CustodyStress
Archive › Physical coercion
Part of the CustodyStress archive of observed Bitcoin custody incidents
CS-01402

A Turkish national who had travelled to Hong Kong to conduct a cryptocurrency OTC trade

Blocked
Case description
In March 2025, a Turkish national who had travelled to Hong Kong to conduct a cryptocurrency OTC trade involving €5 million in cash was attacked at knifepoint near the trade location. The attacker—and at least one accomplice—had obtained intelligence about the planned transaction and ambushed the victim. The victim was injured and the cash was taken. The intended cryptocurrency purchase never occurred. The case illustrated the risk profile of large in-person cryptocurrency trades, which require one party to be physically present with either large amounts of cash or large cryptocurrency holdings, making them a target for violence.
Custody context
Stress conditionPhysical coercion
Custody systemHardware wallet (single key)
OutcomeBlocked
DocumentationUnknown
Year observed2025
CountryHong Kong
Structural dependencies observed
Biometric or physical presence
What this illustrates
Access required in-person verification that couldn't be arranged under the circumstances. Access was not recoverable.
Outcome interpretation
Access was not possible under the reported conditions.
Source
Publicly Reported
Evidence type
News article
Related cases involving physical coercion
105 cases involve physical coercion 274 cases involve hardware wallet (single key) View archive statistics →
This archive documents observed custody survivability failures. It does not attempt to document all Bitcoin losses or security incidents. Submit a case
← All cases
Framework references
Terms guide
Survives
Access remained possible under the reported conditions.
Constrained
Access remained possible, but only with delay, dependence, or significant difficulty.
Blocked
Access was not possible under the reported conditions.
Indeterminate
There was not enough information to determine the outcome.
Single-person knowledge
Recovery depended on information or capability held by one individual who was unavailable.
Institutional dependence
Recovery depended on a third-party institution or service that was inaccessible or uncooperative.
Documentation gap
Recovery depended on instructions that were missing, incomplete, or unclear.
Authority mismatch
The person with legal authority to act did not have operational access, or vice versa.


#### About this exercise
What is needed is an exact copy of the data below, pictures excluded.

——

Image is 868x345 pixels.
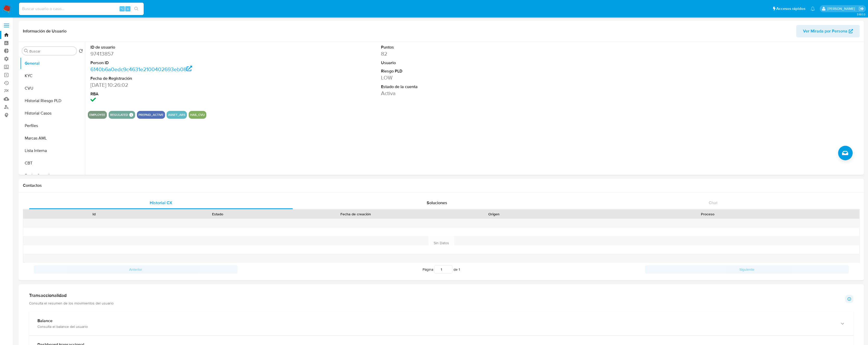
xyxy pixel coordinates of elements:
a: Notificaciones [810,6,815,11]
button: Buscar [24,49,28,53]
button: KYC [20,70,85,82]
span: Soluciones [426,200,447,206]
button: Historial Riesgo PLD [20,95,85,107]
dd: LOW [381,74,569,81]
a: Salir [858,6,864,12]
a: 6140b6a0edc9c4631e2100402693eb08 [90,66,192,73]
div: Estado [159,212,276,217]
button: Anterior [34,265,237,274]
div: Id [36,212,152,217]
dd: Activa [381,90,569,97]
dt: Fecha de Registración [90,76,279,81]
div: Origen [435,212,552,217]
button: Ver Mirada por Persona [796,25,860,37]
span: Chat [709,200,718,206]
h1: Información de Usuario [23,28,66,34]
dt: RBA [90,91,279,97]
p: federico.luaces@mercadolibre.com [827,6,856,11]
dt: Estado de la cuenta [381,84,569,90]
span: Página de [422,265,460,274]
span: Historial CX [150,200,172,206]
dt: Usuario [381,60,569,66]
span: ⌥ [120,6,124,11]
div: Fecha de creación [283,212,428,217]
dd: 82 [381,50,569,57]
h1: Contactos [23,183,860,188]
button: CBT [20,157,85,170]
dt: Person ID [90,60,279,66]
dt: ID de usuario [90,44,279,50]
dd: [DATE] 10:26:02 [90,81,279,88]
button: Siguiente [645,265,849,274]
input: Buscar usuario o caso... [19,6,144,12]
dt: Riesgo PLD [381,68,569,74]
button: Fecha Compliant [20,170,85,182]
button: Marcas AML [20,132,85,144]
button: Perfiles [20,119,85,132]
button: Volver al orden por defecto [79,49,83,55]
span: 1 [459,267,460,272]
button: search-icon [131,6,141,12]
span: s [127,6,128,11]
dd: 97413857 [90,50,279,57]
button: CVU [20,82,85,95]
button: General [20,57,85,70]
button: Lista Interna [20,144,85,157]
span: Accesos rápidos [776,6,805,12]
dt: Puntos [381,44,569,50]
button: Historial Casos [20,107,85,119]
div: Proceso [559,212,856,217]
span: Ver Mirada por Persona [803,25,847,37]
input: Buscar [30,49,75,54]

——

#### Solution for this problem
Image is 868x345 pixels.
xyxy pixel coordinates of elements:
a: Notificaciones [810,6,815,11]
button: Buscar [24,49,28,53]
button: KYC [20,70,85,82]
span: Soluciones [426,200,447,206]
button: Historial Riesgo PLD [20,95,85,107]
dd: LOW [381,74,569,81]
a: Salir [858,6,864,12]
a: 6140b6a0edc9c4631e2100402693eb08 [90,66,192,73]
div: Estado [159,212,276,217]
button: Anterior [34,265,237,274]
div: Id [36,212,152,217]
dd: Activa [381,90,569,97]
dt: Fecha de Registración [90,76,279,81]
div: Origen [435,212,552,217]
button: Ver Mirada por Persona [796,25,860,37]
span: Chat [709,200,718,206]
h1: Información de Usuario [23,28,66,34]
dt: RBA [90,91,279,97]
p: federico.luaces@mercadolibre.com [827,6,856,11]
dt: Estado de la cuenta [381,84,569,90]
span: Página de [422,265,460,274]
span: Historial CX [150,200,172,206]
dt: Usuario [381,60,569,66]
span: ⌥ [120,6,124,11]
div: Fecha de creación [283,212,428,217]
dd: 82 [381,50,569,57]
h1: Contactos [23,183,860,188]
button: CBT [20,157,85,170]
dt: Person ID [90,60,279,66]
dt: ID de usuario [90,44,279,50]
dd: [DATE] 10:26:02 [90,81,279,88]
button: Siguiente [645,265,849,274]
input: Buscar usuario o caso... [19,6,144,12]
dt: Riesgo PLD [381,68,569,74]
button: Fecha Compliant [20,170,85,182]
button: Marcas AML [20,132,85,144]
button: Perfiles [20,119,85,132]
button: Volver al orden por defecto [79,49,83,55]
span: 1 [459,267,460,272]
button: search-icon [131,6,141,12]
span: s [127,6,128,11]
dd: 97413857 [90,50,279,57]
button: CVU [20,82,85,95]
button: General [20,57,85,70]
button: Lista Interna [20,144,85,157]
span: Accesos rápidos [776,6,805,12]
dt: Puntos [381,44,569,50]
button: Historial Casos [20,107,85,119]
div: Proceso [559,212,856,217]
span: Ver Mirada por Persona [803,25,847,37]
input: Buscar [30,49,75,54]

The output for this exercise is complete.